Mechanisms of Malaria Protection

  • Although still being studied, proposed mechanisms include:
    • Reduced intracellular growth of parasites in microcytic red cells with lower hemoglobin content.
    • Enhanced immune recognition of infected RBCs due to altered membrane properties.
    • Increased oxidative stress in thalassemic RBCs, which damages parasites.
    • Greater clearance of infected RBCs by macrophages because thalassemic RBCs are already “abnormal” and more likely to be sequestered.

Evolutionary Trade-offs

  • Because of selective advantage for heterozygotes, the frequencies of thalassemia mutations remain high despite the fitness cost to homozygotes (thalassemia major/intermedia).
  • Thalassemia allele → advantage in carriers, disadvantage in homozygotes.
  • This is an example of an evolutionary trade off:
    • Pros (heterozygotes): Malaria protection, survival advantage in endemic regions.
    • Cons (homozygotes/compound heterozygotes): Severe thalassemia syndromes requiring lifelong transfusions and iron chelation, with historically high childhood mortality before modern medicine.
  • This trade-off is a classic example of:
    • Antagonistic pleiotropy:
      • Focus = the allele itself
      • Concerned with what the allele does: the same allele has opposite effects on individual fitness depending on genetic context (heterozygote vs homozygote):
        • Heterozygote: higher fitness (malaria resistance).
        • Homozygote: lower fitness (thalassemia major).
      • It is a gene-level trade-off.
      • Level of explanation = gene/allele → phenotype → individual fitness outcome
    • Balanced polymorphism:
      • Focus = the population as a whole
      • Concerned with why multiple alleles are maintained in the population despite costs.
      • Refers to trade-off between population benefit (allele survives because heterozygotes thrive) and individual cost (homozygotes harmed).
      • Example: the wild-type β-globin allele and the mutant allele both persist in malaria regions because the population-level survival is maximized when both alleles are present.
      • Level of explanation = allele frequencies → evolutionary equilibrium across generations.
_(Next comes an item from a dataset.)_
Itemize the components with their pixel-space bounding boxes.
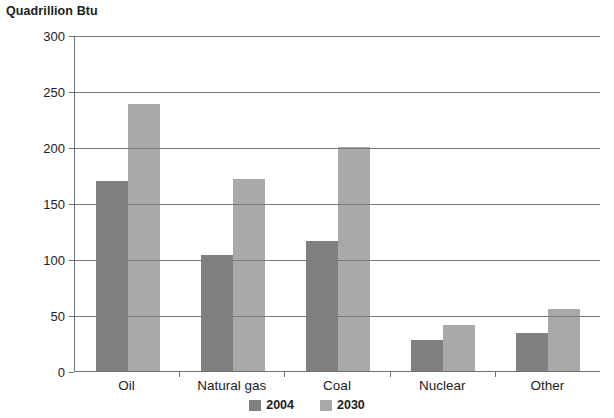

Antagonistic pleiotropy = what the allele does.

Balanced polymorphism = why the allele persists.

Diversity of Mutations

  • Thalassemia is not caused by a single mutation.
  • Hundreds of mutations have arisen independently, leading to allelic heterogeneity in different geographic regions.
  • This is an example of convergent evolution, i.e., the same adaptive trait (malaria protection) arising independently in multiple populations.
  • α-thalassemia:
    • Single gene deletions (more common, less severe):
      • –α³·⁷ and –α⁴·² (single-gene deletions, common worldwide).
      • ––^SEA, ––^MED, ––^FIL (two-gene “cis” deletions, Southeast Asia, Mediterranean, Philippines).
    • Non-deletional mutations (less common, more severe):4
  • β-thalassemia:
    • Mostly due to point mutations (change in a single nucleotide base pair).
    • >300 mutations have been described, clustered around promoter, coding, and splice sites. Each mutation is enriched in certain populations.
  • The wide variety suggests recurrent mutation events, but only those with a selective advantage (malaria protection) reached high prevalence.
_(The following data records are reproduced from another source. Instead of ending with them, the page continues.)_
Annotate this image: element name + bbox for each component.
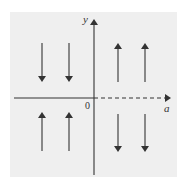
diagram-canvas: y 0 a <box>0 0 184 188</box>
y-axis-label: y <box>82 13 88 25</box>
origin-label: 0 <box>85 100 90 111</box>
x-axis-label: a <box>164 102 170 114</box>
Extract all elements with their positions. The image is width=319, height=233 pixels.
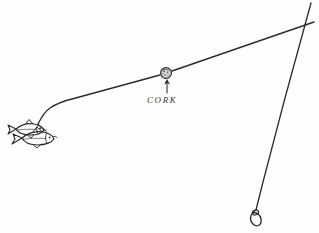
sketch-canvas: CORK: [0, 0, 319, 233]
baitfish-pair: [8, 120, 57, 149]
swivel-loop: [251, 209, 262, 226]
cork-float: [161, 68, 172, 79]
up-arrow-icon: [164, 79, 170, 93]
main-fishing-line: [38, 22, 314, 124]
baitfish-lower: [12, 127, 57, 148]
rod-leader-line: [256, 3, 311, 210]
cork-label: CORK: [147, 95, 177, 105]
fishing-rig-drawing: [0, 0, 319, 233]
Broader Evolutionary Lessons

  • Thalassemia illustrates the role of infectious disease in shaping the human genome.
  • It is part of a wider pattern: hemoglobinopathies (sickle cell, thalassemia, HbE, HbC, HbS), G6PD deficiency, and Duffy antigen negativity are all malaria-driven genetic adaptations.
  • It underscores the concept that what is “disease” in one context (non-malarial regions, modern health systems) was once an adaptive trait in another.